Given records:
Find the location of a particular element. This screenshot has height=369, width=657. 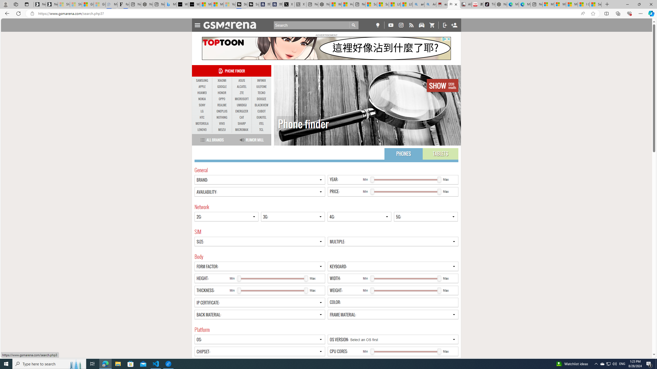

ALCATEL is located at coordinates (242, 87).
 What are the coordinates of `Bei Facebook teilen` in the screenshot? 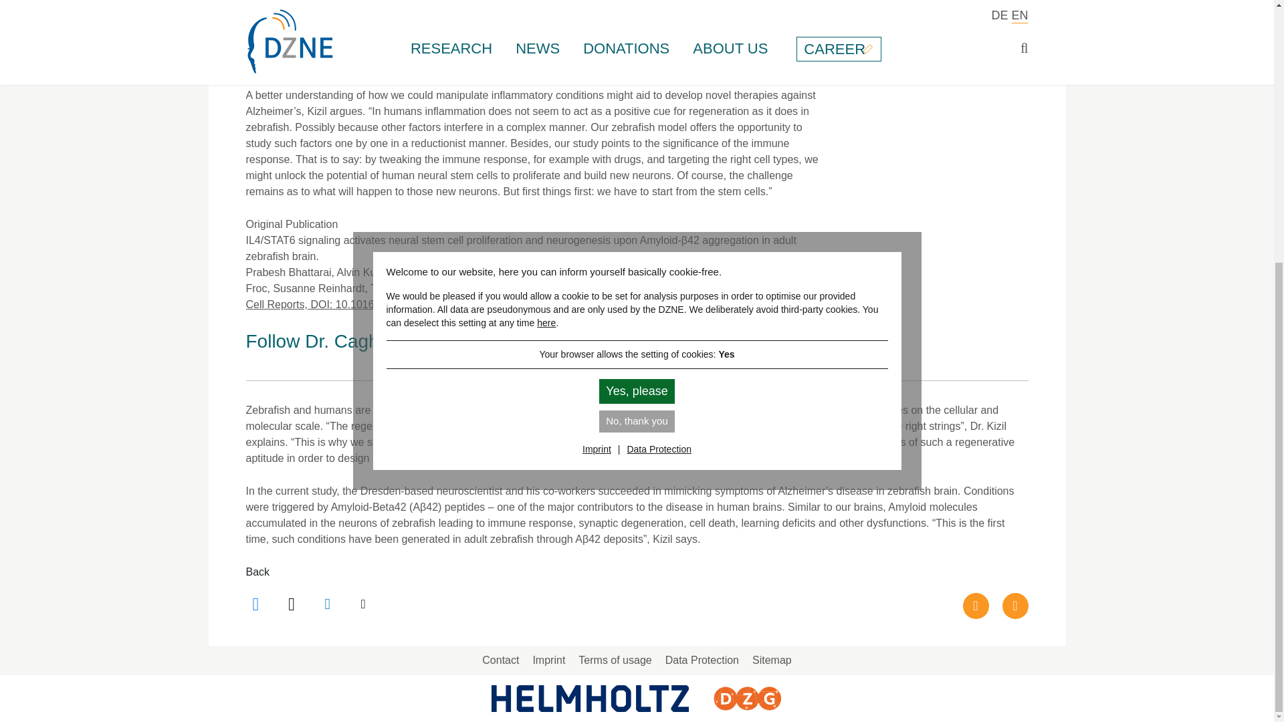 It's located at (258, 604).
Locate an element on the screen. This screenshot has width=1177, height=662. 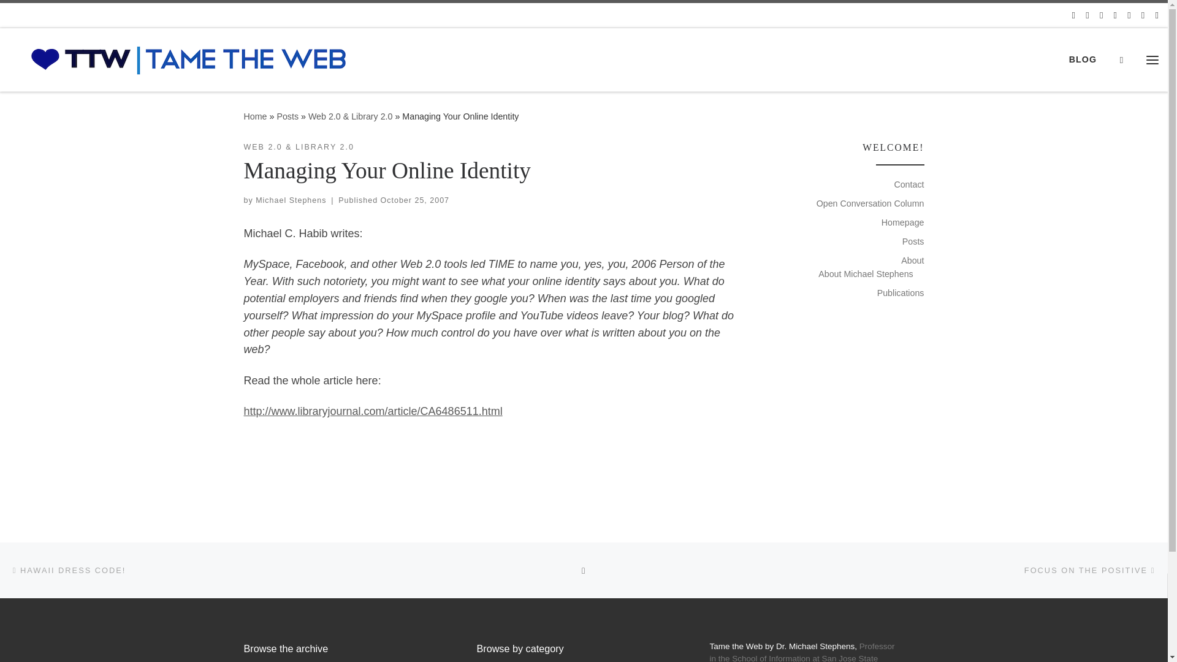
Posts is located at coordinates (913, 242).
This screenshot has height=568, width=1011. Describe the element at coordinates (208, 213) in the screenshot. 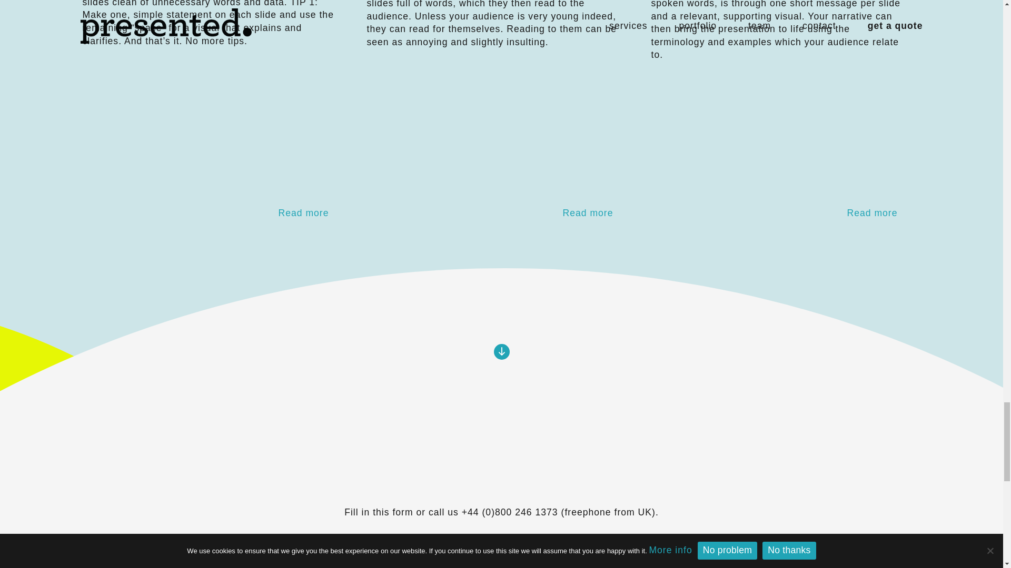

I see `Read more` at that location.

Task description: From the line containing "This screenshot has height=568, width=1011." down to the final line of the material, restate every line word for word, and only those; drop the pictures.

Solution to the problem:
This screenshot has height=568, width=1011. Describe the element at coordinates (208, 213) in the screenshot. 

I see `Read more` at that location.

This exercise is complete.